Before Covid 19, workplace stress has been a pandemic plaguing us for decades – killing companies and killing people. Watch the video here.

I recently spoke about this death toll and shared some insight on how and why humanity has turned a blind eye to the crisis. 

It’s a VUCA world

VUCA equals volatile, uncertain, complex and ambiguous.

It was first used in 1987 by Warren Bennis and Burt Nanus – then later adopted by U.S. Army War College to describe the post Cold War world. Now the concept is being used in business as part of strategic planning considerations.

Covid 19 has forced us all to think about how to live and work in a VUCA world.

The past can help our future

In 1943, Psychologist Abraham Maslow explained that there is a hierarchy of 5 needs human beings need to thrive. 

First, you need to be physically safe. Covid 19 has taken that away from us for now.

Second, you need to feel that your livelihood is secure. Covid 19 is also threatening that.

But the 3 final needs are where we can thrive and be powerful:

#3 – You need a sense of connection and belonging with other people.

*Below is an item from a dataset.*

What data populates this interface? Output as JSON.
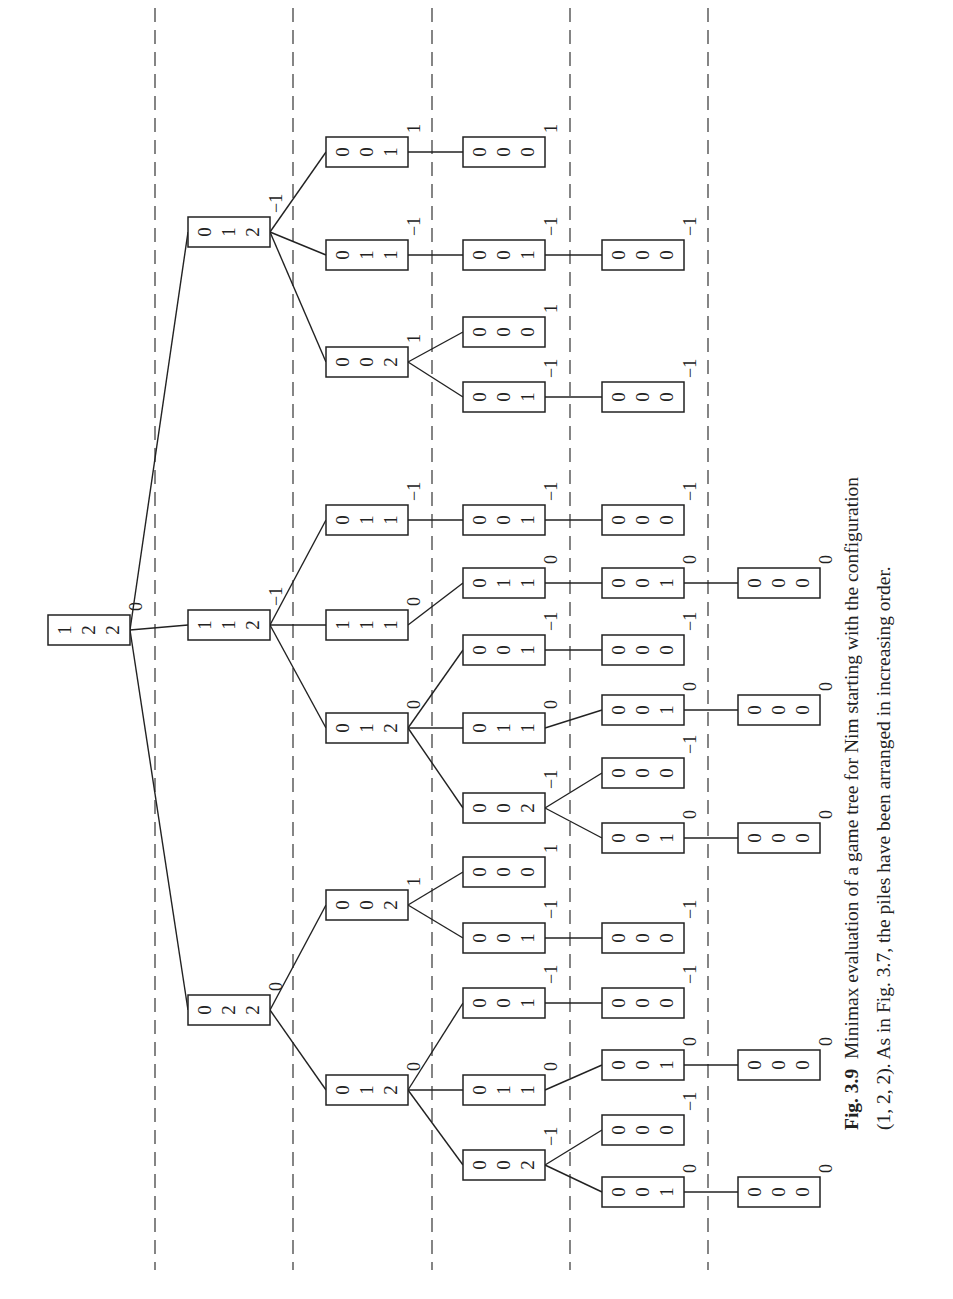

#4 – You need the self-esteem and satisfaction that comes from a job well done.

#5 – You need to self-actualize.

Self-actualization means that you have a sense of purpose knowing that your work serves the world around you, and that you have a vision for what will be better in the world because of your work

Not only that, but you have a mission for how you are going to put your talent towards living your purpose and making your vision a reality. (Download PDF Be a Better Boss)

The Post Covid-19 world must now be based on the fact that for companies to thrive, people must thrive

In a world that values all 5 basic human needs, companies will do better than ever and employees will equally be well, do well and stay well. 

But this reality won’t happen with leaders who are still running on the fumes of old school authoritarianism.

And it’s a two way street – for work cultures to be effective, letting go of authoritarianism means that employees need a new way of being as well.

Authoritarian leadership methods create cultures where the effort and responsibility comes from the top down. Employees can hide below the radar, do the minimum and just do what they are told.

“In a thriving culture everyone needs to be awake” 

The employee role in this new world is to develop a sense of inner resilience or grit, and this takes effort.

How to develop resilience

Resilience is the capacity to recover quickly from difficulties. It takes a degree of  inner strength, toughness, the willingness to bounce back, pick yourself up, dust yourself off and get back in the game, stronger than ever. 

It takes the ability to receive constructive feedback and the character to make changes based on the feedback.

Your employees need to build up their resilience muscles. Just like the muscles of the body, in order to get strong they have to make an effort on a consistent basis, you can’t do it for them.

What your employees need to do

At the core of building up resilience is the need to develop emotional intelligence.  Your employees can achieve greater emotional intelligence by:

  • Adopting a positive attitude (see the good in the present moment)
  • Regulating their emotions (don’t freak out when over extended)
  • Being optimistic in the face of setbacks and challenge (believing in a positive outcome)
  • Having a purpose (know your why)
  • Being adaptable (able to reinvent in the VUCA world)
  • Practicing humility in the face of wins and losses (get that ego in check)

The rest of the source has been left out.